Own a Piece of Camelot: Jackie O’s Childhood Home is Now For Sale
Paging America’s one percent: If you’ve ever wanted to own a piece of Camelot, now is your chance. Jackie Kennedy Onassis’ childhood home is currently selling for a cool $49.5 million.
Merrywood, a 23,000-square-foot Georgian-style estate sitting on the Potomac River in McLean, Virginia (a suburb of Washington, D.C.), is the brick manse where the pre-Kennedy Jacqueline Bouvier was raised in the 1940s by her parents: socialite mother Janet Lee Bouvier and Standard Oil heir stepfather Hugh Auchincloss.
Originally built in 1919, Merrywood features nine bedrooms, 11 full baths, two partial bathrooms, an exercise studio, two pools (indoor and outdoor), a tennis court, and climate-controlled wine cellar, as well as an office, staff accommodations, and even a separate carriage house that includes a four-car garage, all sitting in aristocratic, stately grandeur on seven lush acres, according to Architectural Digest.
Since 2005, the historic estate has been owned by America Online cofounder Steve Case and his wife Jean, chairman of the National Geographic Society. The Cases are currently selling the sprawling home through Sotheby’s International Realty because, as they recently told the Wall Street Journal, they “are empty-nesters and are traveling more.” The property is currently the most expensive listing in the area, and would become record-setting if it goes for anywhere near its asking price, at $2,152 per square foot.
With all the renewed pop culture interest in the Kennedys’ Camelot fairytale — Stephen King’s best-selling time-travel novel 11/22/63 (soon coming to screens with James Franco in the lead) and Natalie Portman’s critically acclaimed biopic Jackie, and that’s just in 2016 alone — and the profound and lasting impact of our love affair with JFK, we’re pretty sure that Merrywood will have no problem finding a loving and deep-pocketed new owner, sticker shock or not.
To wit, in 1996 the sale of Jackie’s estate topped $34 million — or more than seven times the original auction estimates by Sotheby’s — with “buyers seeking a piece of a myth.”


- [TASK INSTRUCTIONS] Read the records below and report each line in which "lower" occurs.

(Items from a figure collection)

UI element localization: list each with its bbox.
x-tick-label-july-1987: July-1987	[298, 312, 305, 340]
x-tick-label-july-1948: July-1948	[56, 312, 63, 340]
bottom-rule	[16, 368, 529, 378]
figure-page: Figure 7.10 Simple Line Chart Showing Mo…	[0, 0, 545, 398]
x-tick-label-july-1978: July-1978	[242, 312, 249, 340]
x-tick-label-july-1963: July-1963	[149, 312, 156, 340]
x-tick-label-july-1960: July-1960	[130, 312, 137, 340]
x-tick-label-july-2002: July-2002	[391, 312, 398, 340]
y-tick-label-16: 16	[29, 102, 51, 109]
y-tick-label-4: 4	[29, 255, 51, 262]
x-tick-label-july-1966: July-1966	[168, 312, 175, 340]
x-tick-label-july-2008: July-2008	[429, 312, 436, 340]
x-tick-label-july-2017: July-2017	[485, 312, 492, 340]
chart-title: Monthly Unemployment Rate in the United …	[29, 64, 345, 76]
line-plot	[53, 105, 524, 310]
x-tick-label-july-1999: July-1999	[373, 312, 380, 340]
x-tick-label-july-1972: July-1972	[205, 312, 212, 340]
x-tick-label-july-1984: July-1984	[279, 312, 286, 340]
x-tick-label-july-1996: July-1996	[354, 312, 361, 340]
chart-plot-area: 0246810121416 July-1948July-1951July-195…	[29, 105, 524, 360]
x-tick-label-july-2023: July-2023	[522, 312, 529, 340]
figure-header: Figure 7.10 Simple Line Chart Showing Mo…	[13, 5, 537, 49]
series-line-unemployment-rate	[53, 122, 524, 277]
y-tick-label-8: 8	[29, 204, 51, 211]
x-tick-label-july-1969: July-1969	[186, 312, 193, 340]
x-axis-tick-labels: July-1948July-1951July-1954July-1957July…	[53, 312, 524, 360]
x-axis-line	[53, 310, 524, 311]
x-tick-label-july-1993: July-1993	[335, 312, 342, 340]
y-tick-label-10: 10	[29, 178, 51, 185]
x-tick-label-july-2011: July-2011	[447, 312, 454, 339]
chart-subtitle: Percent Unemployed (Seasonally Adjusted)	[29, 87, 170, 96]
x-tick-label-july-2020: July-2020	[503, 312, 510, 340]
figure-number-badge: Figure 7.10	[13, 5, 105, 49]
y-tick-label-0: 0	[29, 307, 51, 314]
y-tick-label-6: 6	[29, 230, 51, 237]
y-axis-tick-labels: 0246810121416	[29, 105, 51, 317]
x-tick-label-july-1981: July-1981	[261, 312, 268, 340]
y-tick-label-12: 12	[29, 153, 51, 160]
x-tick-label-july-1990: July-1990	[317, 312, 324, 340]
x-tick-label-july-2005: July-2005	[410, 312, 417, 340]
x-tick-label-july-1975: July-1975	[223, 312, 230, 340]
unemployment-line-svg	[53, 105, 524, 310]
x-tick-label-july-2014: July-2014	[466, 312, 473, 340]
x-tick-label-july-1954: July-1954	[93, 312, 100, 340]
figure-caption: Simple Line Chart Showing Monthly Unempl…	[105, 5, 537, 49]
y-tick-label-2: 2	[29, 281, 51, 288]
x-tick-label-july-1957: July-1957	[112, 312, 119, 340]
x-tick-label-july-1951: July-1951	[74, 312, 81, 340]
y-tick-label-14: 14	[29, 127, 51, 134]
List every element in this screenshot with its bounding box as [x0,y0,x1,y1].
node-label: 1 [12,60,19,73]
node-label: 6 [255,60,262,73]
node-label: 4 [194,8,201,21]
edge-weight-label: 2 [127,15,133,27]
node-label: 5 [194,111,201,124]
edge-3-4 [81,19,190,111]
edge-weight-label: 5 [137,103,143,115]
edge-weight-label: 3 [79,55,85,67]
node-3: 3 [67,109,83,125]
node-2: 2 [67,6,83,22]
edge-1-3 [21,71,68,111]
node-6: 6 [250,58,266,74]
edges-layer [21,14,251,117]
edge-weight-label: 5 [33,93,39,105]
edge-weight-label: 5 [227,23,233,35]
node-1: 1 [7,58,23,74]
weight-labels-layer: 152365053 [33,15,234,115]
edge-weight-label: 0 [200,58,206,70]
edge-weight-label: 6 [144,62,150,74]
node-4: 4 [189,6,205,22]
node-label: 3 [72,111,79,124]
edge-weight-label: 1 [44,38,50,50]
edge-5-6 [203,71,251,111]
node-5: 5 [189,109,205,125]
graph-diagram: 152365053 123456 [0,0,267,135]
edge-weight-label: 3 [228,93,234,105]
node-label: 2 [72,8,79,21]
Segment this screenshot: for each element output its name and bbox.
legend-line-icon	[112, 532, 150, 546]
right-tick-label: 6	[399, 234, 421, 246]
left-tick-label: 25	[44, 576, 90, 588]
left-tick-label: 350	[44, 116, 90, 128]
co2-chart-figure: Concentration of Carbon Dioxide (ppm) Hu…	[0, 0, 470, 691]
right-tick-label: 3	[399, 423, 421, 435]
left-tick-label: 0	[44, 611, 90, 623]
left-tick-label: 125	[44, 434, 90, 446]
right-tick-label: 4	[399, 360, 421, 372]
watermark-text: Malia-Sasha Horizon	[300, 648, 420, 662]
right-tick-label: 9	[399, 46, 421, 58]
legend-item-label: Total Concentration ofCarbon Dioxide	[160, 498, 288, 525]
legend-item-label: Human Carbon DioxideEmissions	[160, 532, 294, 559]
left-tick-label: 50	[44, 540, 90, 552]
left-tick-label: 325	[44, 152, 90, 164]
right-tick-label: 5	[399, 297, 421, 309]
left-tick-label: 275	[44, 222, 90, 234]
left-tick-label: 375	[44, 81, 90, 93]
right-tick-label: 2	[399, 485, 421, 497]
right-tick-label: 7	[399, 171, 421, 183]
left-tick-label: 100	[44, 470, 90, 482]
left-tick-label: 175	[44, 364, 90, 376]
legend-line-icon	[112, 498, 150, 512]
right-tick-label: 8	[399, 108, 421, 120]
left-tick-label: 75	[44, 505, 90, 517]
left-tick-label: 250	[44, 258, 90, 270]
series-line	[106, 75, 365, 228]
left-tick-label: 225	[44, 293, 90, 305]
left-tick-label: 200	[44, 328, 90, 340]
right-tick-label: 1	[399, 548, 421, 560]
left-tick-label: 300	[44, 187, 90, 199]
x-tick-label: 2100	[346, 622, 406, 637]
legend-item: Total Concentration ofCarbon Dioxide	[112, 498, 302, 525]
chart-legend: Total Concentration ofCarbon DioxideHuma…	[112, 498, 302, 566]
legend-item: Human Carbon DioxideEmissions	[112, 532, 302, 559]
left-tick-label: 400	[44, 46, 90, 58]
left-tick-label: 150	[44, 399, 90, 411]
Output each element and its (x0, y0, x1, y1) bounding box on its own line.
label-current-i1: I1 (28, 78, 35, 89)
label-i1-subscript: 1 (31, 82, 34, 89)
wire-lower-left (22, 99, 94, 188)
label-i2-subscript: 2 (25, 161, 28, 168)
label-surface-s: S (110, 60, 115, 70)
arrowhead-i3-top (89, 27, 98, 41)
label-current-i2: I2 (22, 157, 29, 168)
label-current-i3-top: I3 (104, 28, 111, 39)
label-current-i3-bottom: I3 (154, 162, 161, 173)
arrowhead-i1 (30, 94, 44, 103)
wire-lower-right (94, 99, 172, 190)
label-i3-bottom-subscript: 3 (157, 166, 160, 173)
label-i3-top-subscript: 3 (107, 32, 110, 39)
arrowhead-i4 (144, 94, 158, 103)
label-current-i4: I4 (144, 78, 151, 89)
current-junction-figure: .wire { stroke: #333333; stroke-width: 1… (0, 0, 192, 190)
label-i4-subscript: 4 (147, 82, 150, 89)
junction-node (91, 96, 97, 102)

- [WRITTEN RESPONSE]
wire-lower-left (22, 99, 94, 188)
wire-lower-right (94, 99, 172, 190)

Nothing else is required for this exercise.